▶ _WORK TO BE COMPLETED_:
In the data below, find the line with "Locate an element" and output it along with every later line, exactly, but not the pictures.

▶ _Saved data entries_:
*** Block opens ***

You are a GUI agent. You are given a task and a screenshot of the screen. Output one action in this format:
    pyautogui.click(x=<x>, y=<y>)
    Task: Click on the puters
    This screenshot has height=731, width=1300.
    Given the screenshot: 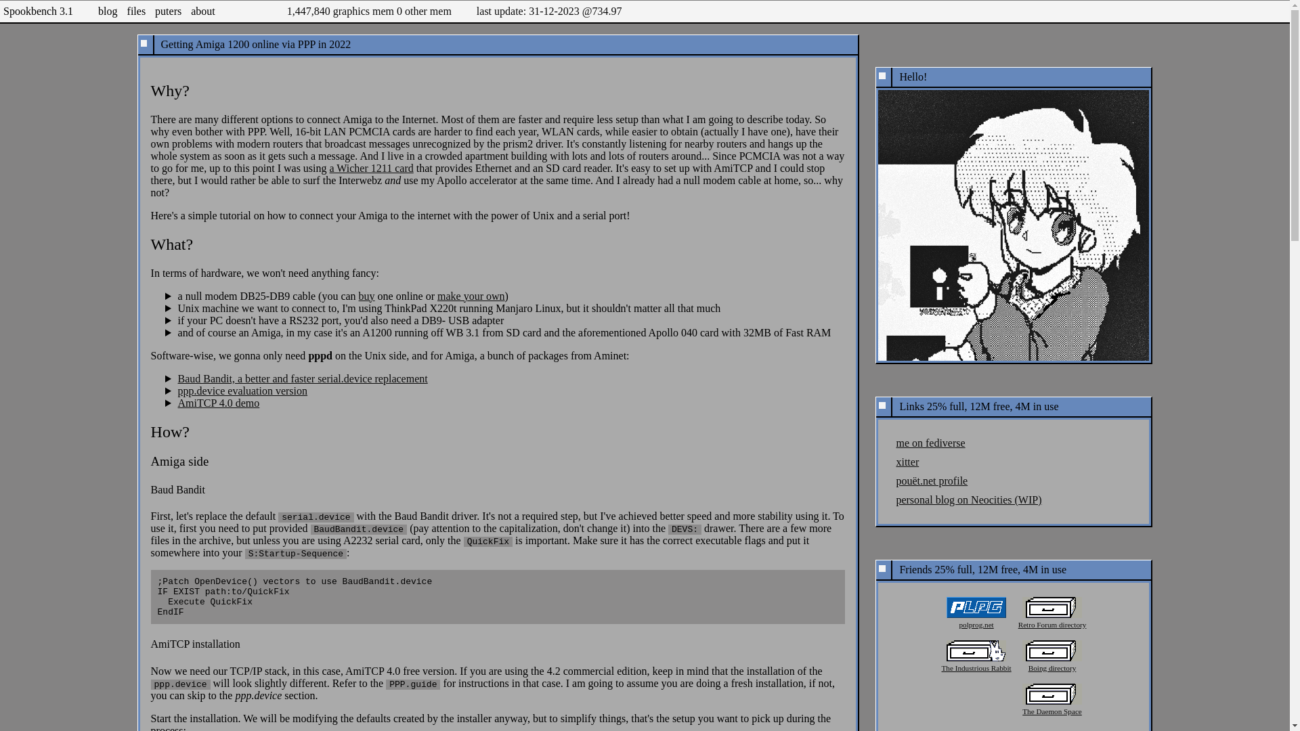 What is the action you would take?
    pyautogui.click(x=168, y=11)
    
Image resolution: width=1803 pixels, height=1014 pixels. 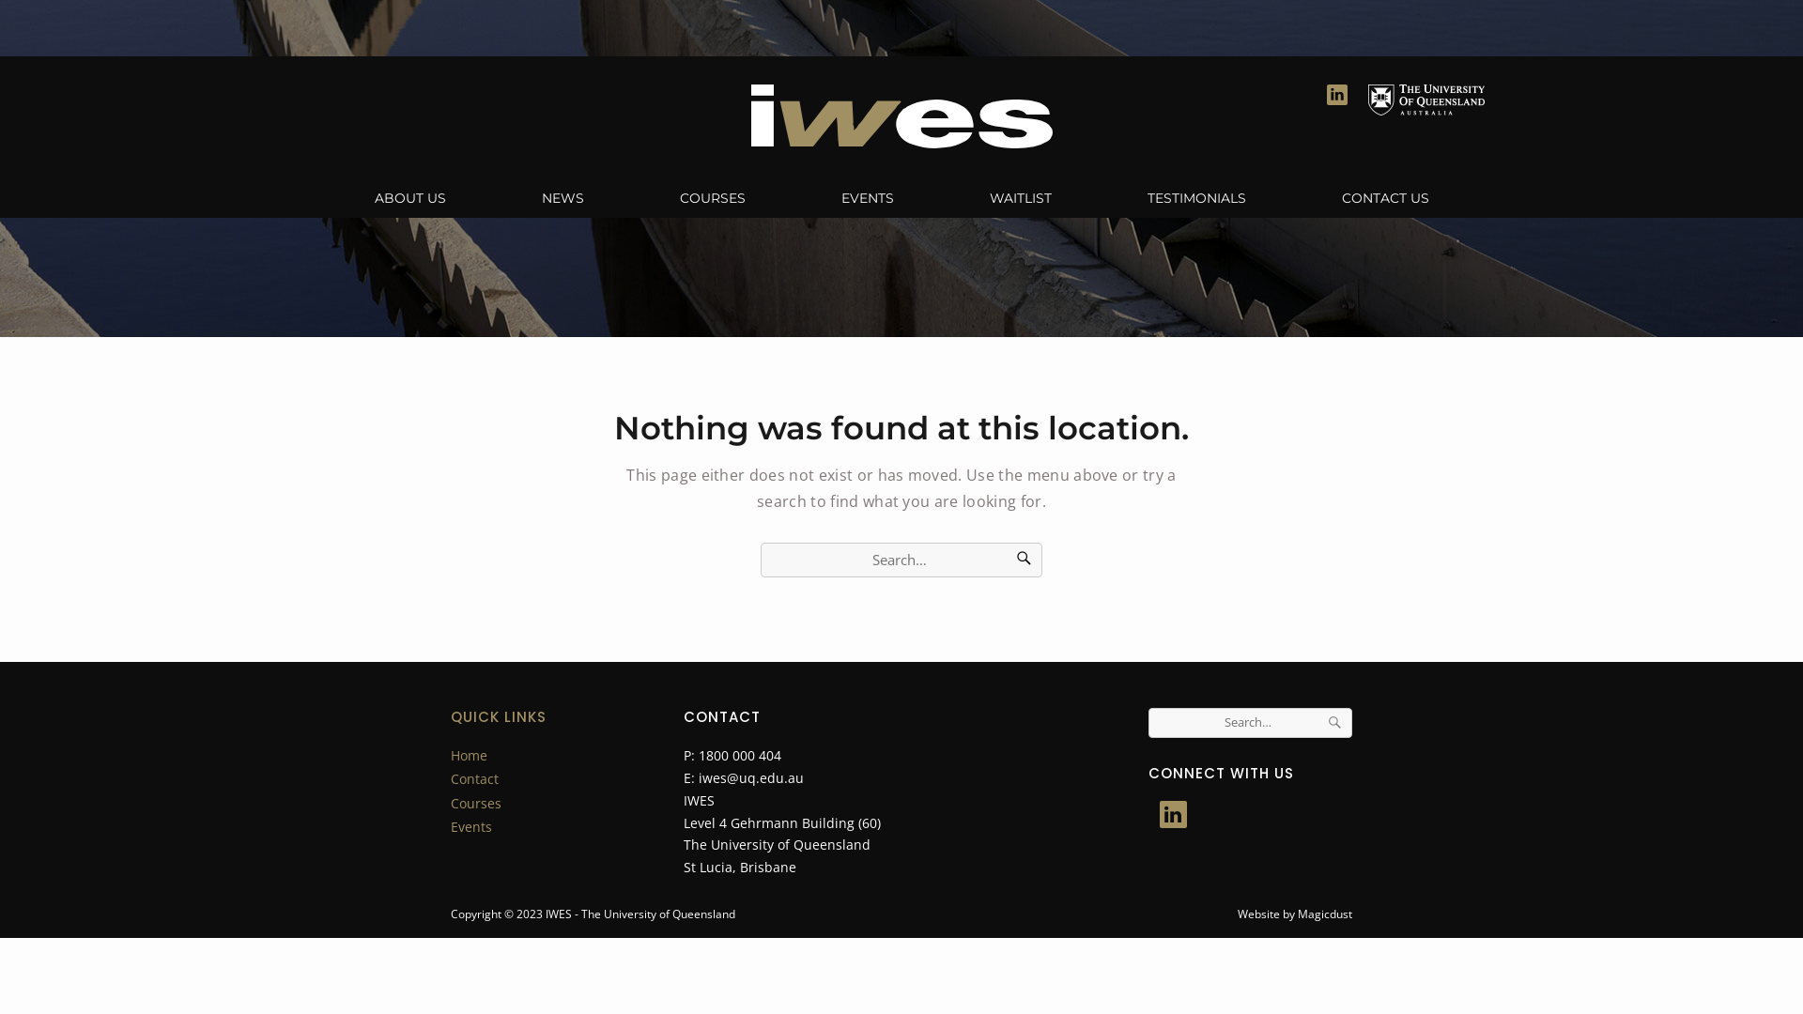 What do you see at coordinates (713, 198) in the screenshot?
I see `COURSES` at bounding box center [713, 198].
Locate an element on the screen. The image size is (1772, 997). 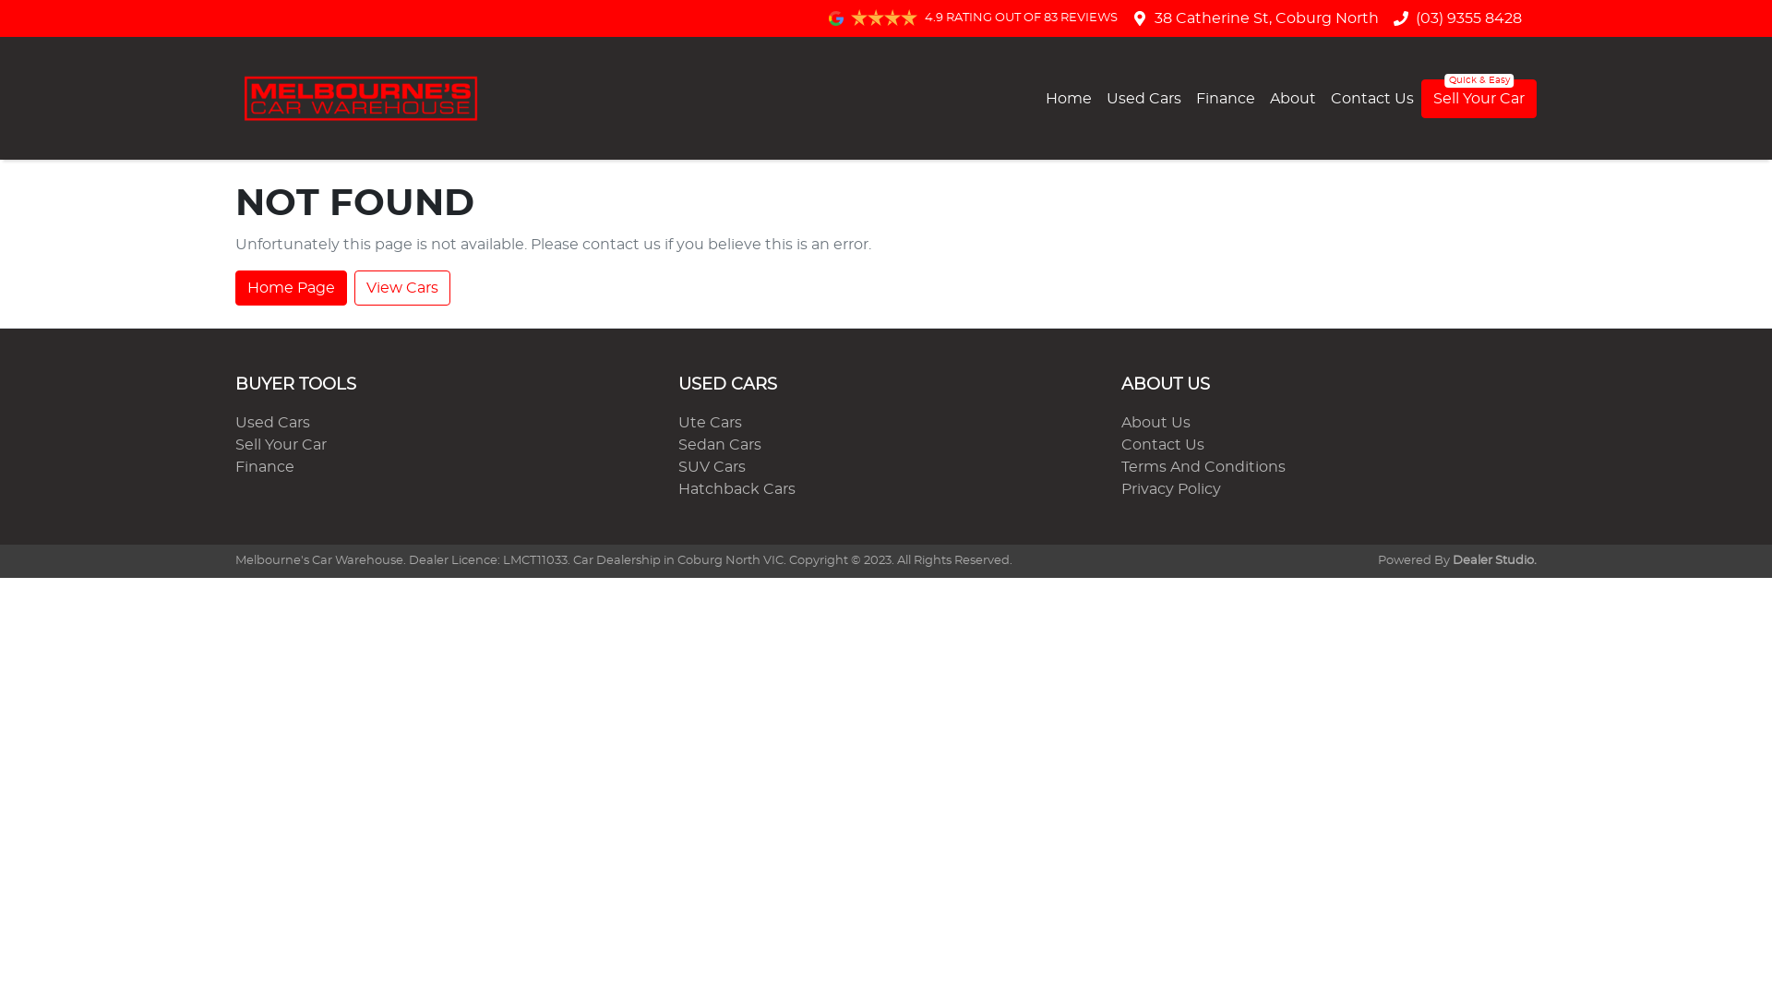
Hatchback Cars is located at coordinates (736, 489).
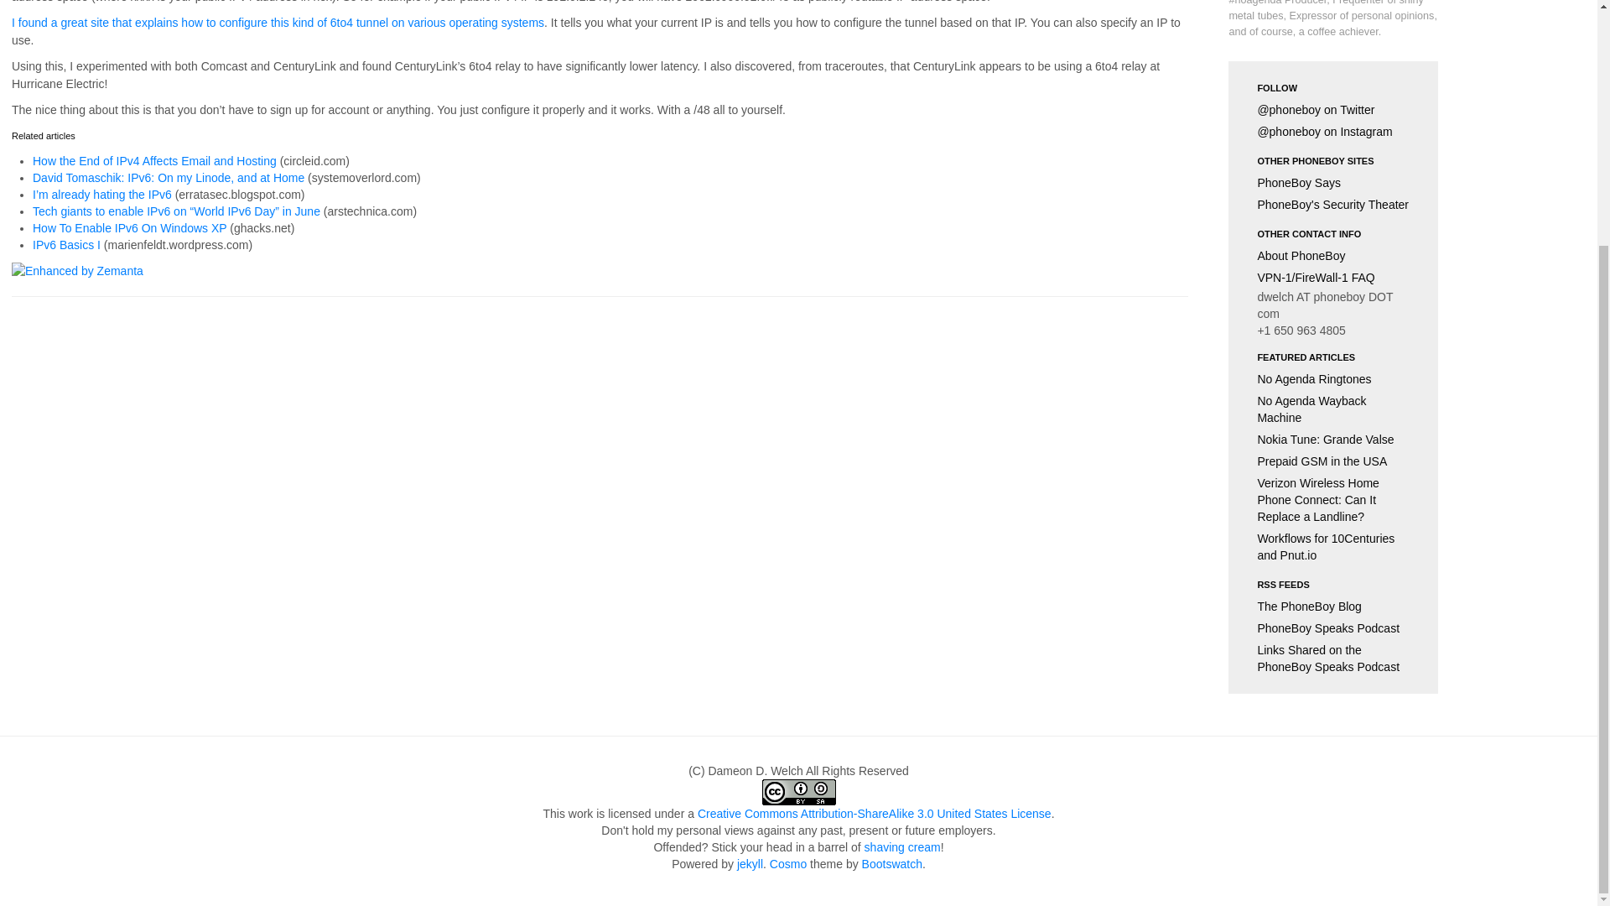 This screenshot has height=906, width=1610. What do you see at coordinates (787, 863) in the screenshot?
I see `Cosmo` at bounding box center [787, 863].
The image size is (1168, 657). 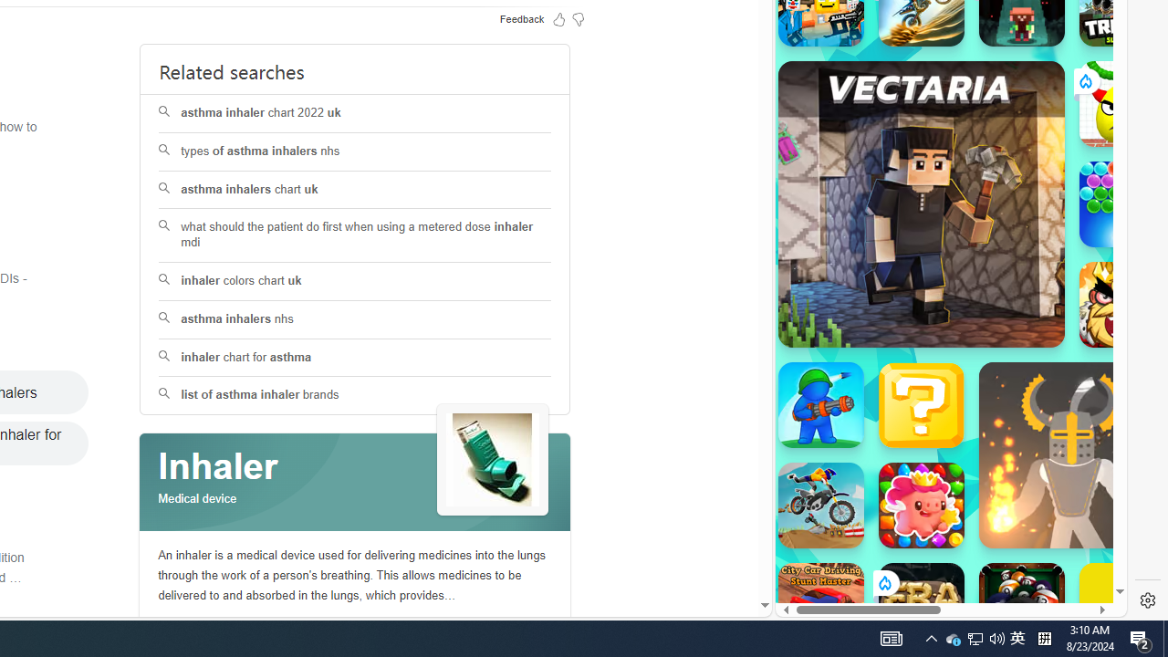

*** Block closes ***

▶ _ANSWER TO THIS EXERCISE_:
Locate an element on the screen. The image size is (1772, 997). 
Hatchback Cars is located at coordinates (736, 489).
 This screenshot has height=906, width=1610. What do you see at coordinates (787, 863) in the screenshot?
I see `Cosmo` at bounding box center [787, 863].
The image size is (1168, 657). 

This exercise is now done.